No, you won’t be seeing the celebrities who add sparkle to Fashion Week in Paris. But organizers of the Chanel Fall-Winter 2006 ready-to-wear show at the Renaissance Hotel Sept. 7 are promising many of the same elements seen by Sting and Simon Le Bon at the Grand Palais last March, including a 95-foot catwalk and top models from New York, Chicago and Los Angeles. Produced by Saks Fifth Avenue, the show benefits the education programs of the Rock and Roll Hall of Fame and Museum.
Dixie Lee Davis, director of the Fifth Avenue Club at Saks Fifth Avenue’s Beachwood Place store, says the opportunity to experience an authentic runway show — an affair generally staged in the world’s fashion meccas for the press, retail buyers and top clients — is indeed a rarity.

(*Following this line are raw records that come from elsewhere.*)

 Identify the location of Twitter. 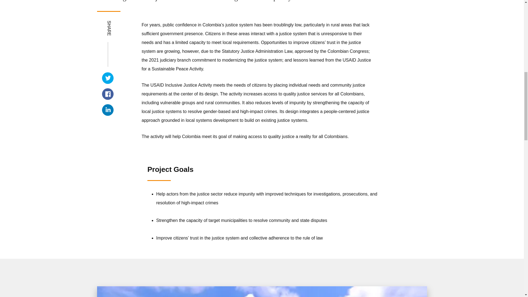
(108, 78).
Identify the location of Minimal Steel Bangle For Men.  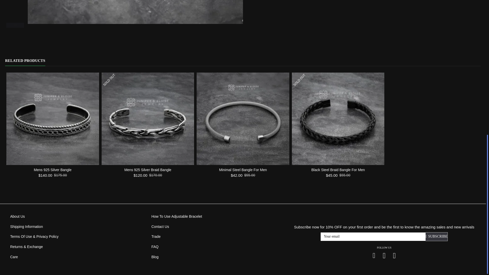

Local fashionistas can expect to see a range of day and evening ensembles, primarily in black with touches of white, cream and soft pink. Joseph Boitano, senior vice president and general merchandise manager for Saks, notes head designer Karl Lagerfeld’s experimentation with proportions — long jackets and even longer, ankle-skimming chiffon blouses over short skirts, for example — and separates-driven evening wear. “You can wear [the collection] in a very traditional way, or you can wear it in a more avant-garde, hip way, depending on how you put it together,” he says. Accessories include over-the-knee boots in white snakeskin, an oversized bag and black-satin ribbons tied in long hair. Together, they lend what Chanel executive director of public relations Gretchen Gunlocke Fenton calls “a ’60s girlishness” to the show.